Do you regret changing your name when you were married?
I Seriously Regret Taking My Husband’s Last Name
When I let it slip to people that I sometimes regret taking my husband's last name
after we were married, a panicked look crosses their face. They're
expecting, I can only guess, a diatribe about a good-for-nothing bum of a
husband. I'll give you the good news now. We're 12 years in and going
strong.
It's not the marriage I regret. It's the name.
I never expected to be here. Twelve years ago, I was excited to dump my 10-letter mouthful of a maiden name for one that was half as long. I was ready to say goodbye to years of having to correct the spelling and the pronunciation of the very German name passed down through my father's family for generations.
My new name was short and cute, and wouldn't you know it, my husband and I now had the same exact initials -- all the way through. And then seven years ago, I gave birth to a baby girl.
She got my husband's last name, and I felt a twinge of sadness. The name I so proudly learned to write out in kindergarten had no business here. It had been erased.
The twinge got worse two and half years later when my grandmother died, and then last summer when my grandfather passed away, I found myself feeling adrift. As a friend interviewed me for a newspaper story after his death (he was a muckety-muck in local politics), I realized I wasn't "an Eschenberg" anymore.
But it's just a name, you say? I'm still "related" to these people? It's true. And yet, having to qualify myself by asking the reporter to add my maiden name, to make sure I "fit" hurt.
It forced me to ask why I took his name in the first place. I realized I didn't think at the time about the consequences. I was excited to show the world that I'd married the man I loved, but I didn't truly consider what the name change meant to me, to my identity.
Twelve years into marriage with my "new" last name, I've established myself in my career as a Sager. People know me as a Sager, even in a small town where they still slip up and call me "Eschenberg" (and I admit I get a secret charge every time it happens). The name links me to my husband and to my daughter, both of whom love. I see no reason to go backward.
And yet, if I had it to do over again, I don't know that I would be a Sager today.
How about you? Do you regret changing your name when you were married?
I dont regret taking my husbands last name i just wish i had hyphinated. But i get to share my best friends last name and if i ever really felt the need i could legally change it so to hyphinate it with my maiden name :)
I think I am going to talk to DF about this. I have struggled repeatedly about whether I am going to change my last name or not. My dads side of the family, my last name, is dwindling. His boys have all the kids they are going o have and they just have girls.
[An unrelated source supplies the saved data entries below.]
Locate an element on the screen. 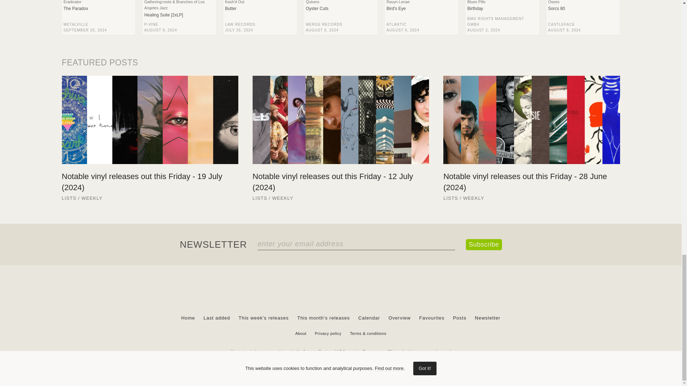 Image resolution: width=687 pixels, height=386 pixels. Subscribe is located at coordinates (484, 245).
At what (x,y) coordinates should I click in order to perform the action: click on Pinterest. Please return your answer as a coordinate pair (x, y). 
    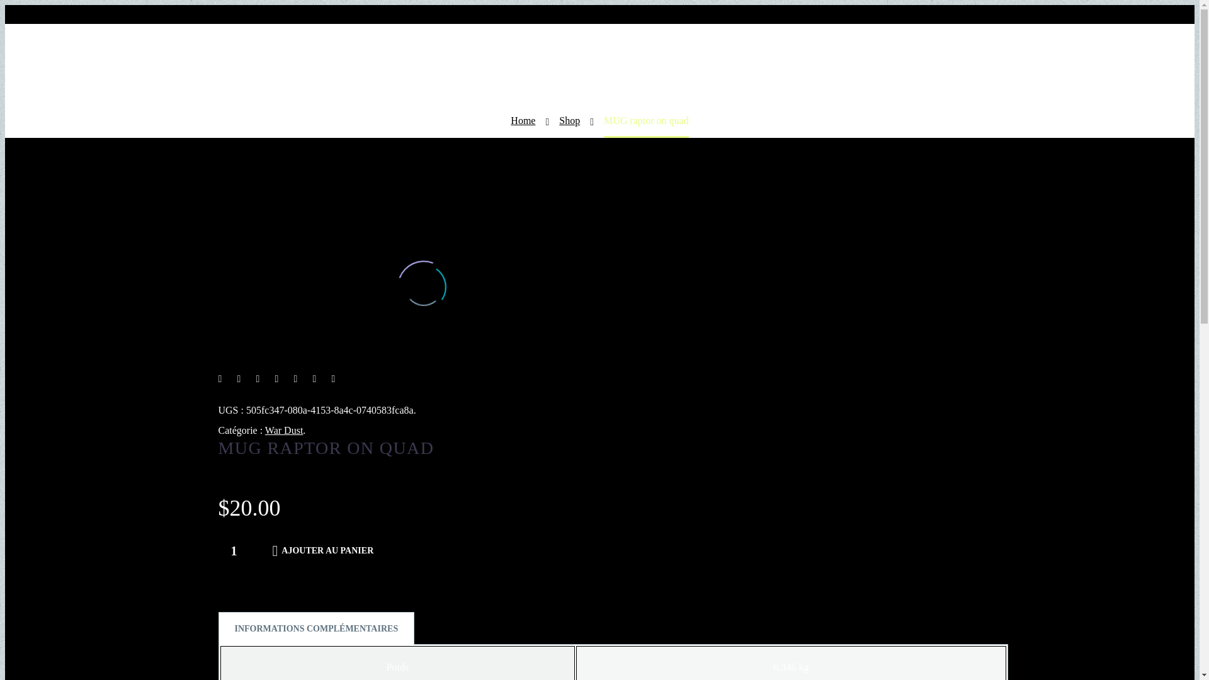
    Looking at the image, I should click on (277, 379).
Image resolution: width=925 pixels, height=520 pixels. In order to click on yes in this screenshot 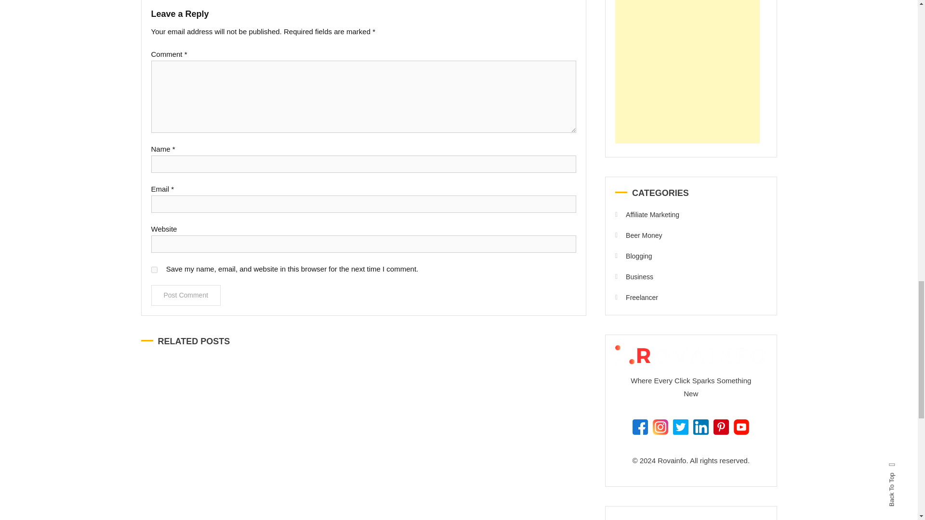, I will do `click(154, 270)`.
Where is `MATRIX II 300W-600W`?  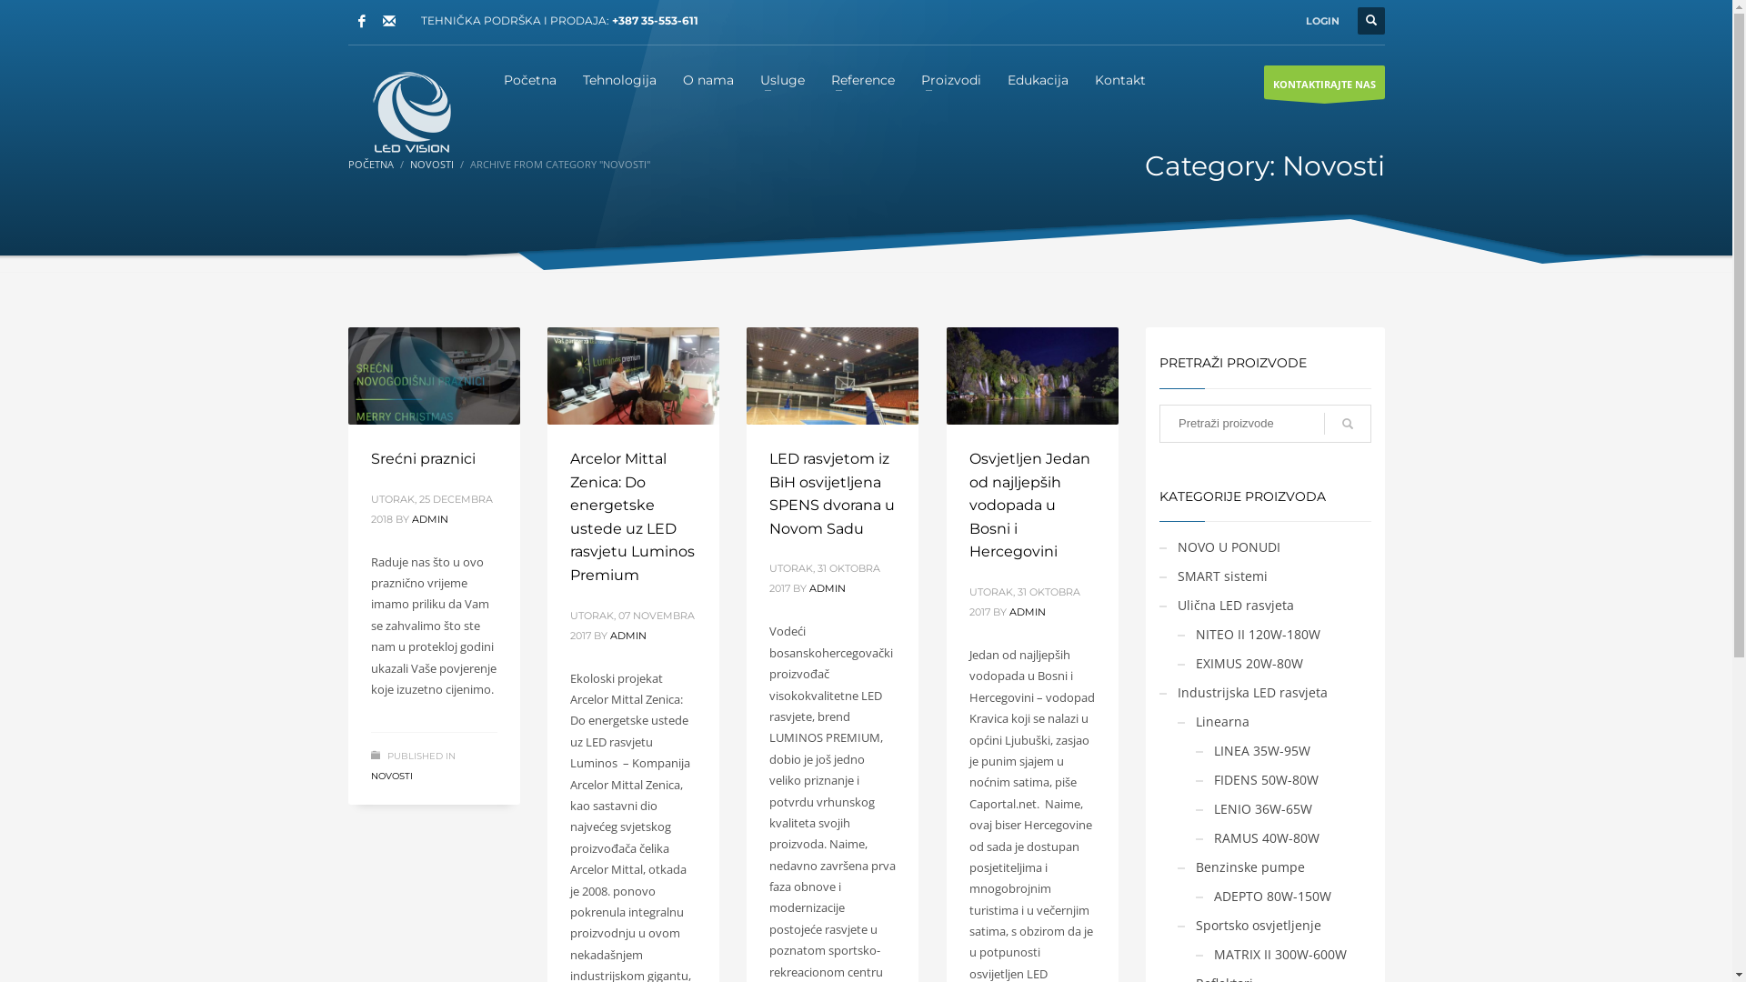 MATRIX II 300W-600W is located at coordinates (1272, 955).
My sisters both took their husbands last names. And it absolutely breaks my heart that the name will not be carried on. I want so badly for my boys to have this last name. I am proud of where it came from. But I feel horrible when I think about DFs name not continuing (though it could, he has 2 brothers that still have lots of time to have kids). I dont want to lose my last name, but I want to be the same as him. Thank you for the idea !
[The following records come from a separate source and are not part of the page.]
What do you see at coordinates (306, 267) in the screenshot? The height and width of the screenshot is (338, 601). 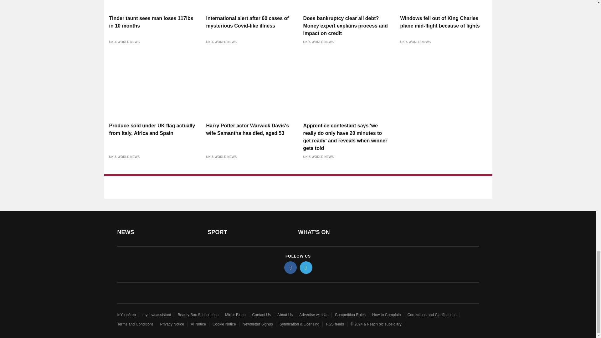 I see `twitter` at bounding box center [306, 267].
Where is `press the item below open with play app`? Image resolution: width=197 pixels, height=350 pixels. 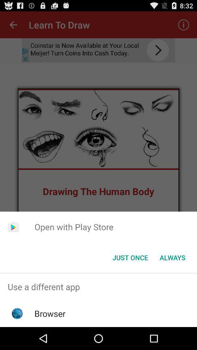
press the item below open with play app is located at coordinates (172, 258).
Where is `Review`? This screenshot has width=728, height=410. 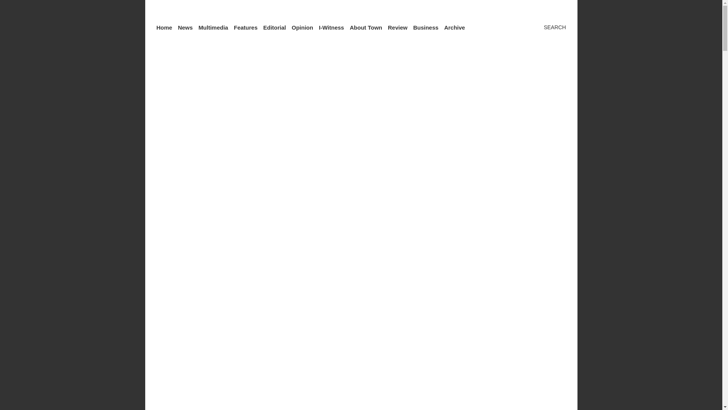 Review is located at coordinates (398, 27).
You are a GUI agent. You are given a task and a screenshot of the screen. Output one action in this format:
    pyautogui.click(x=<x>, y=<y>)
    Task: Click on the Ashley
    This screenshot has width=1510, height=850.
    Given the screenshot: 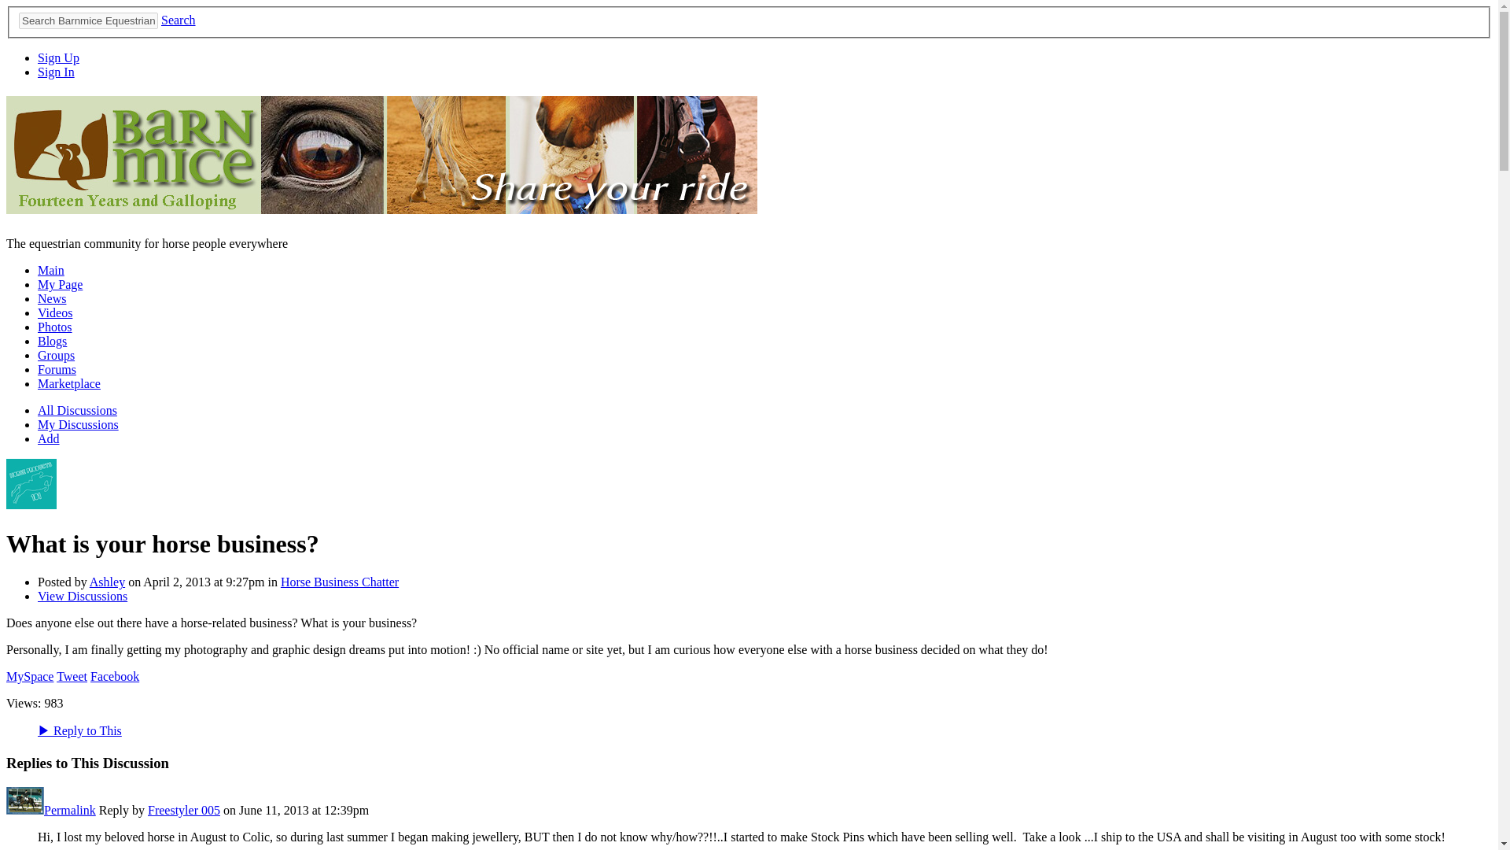 What is the action you would take?
    pyautogui.click(x=31, y=504)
(I have always been against my kids having hyphenated names, or even myself, but I think this way, I would be perfectly fine with, for the simple fact we will all still be the same)
Quoting CrazyLife1996:
I didn't change mine. I added his and he added mine so we carry both names happily together.
i got married in Dec. i still haven't changed my name on my drivers license. i dont want to. legally my last name is Garza. but I prefer to still be called by my maiden name... maybe because I'm not hispanic? idk, but right now i have no plans to change it.
I don't regret it at all. My married name is so much easier to pronounce and spell, than my maiden name is. I got so sick of people butchering my last name all through school, that it was a very easy decision to change to my husband's last nam when we got married.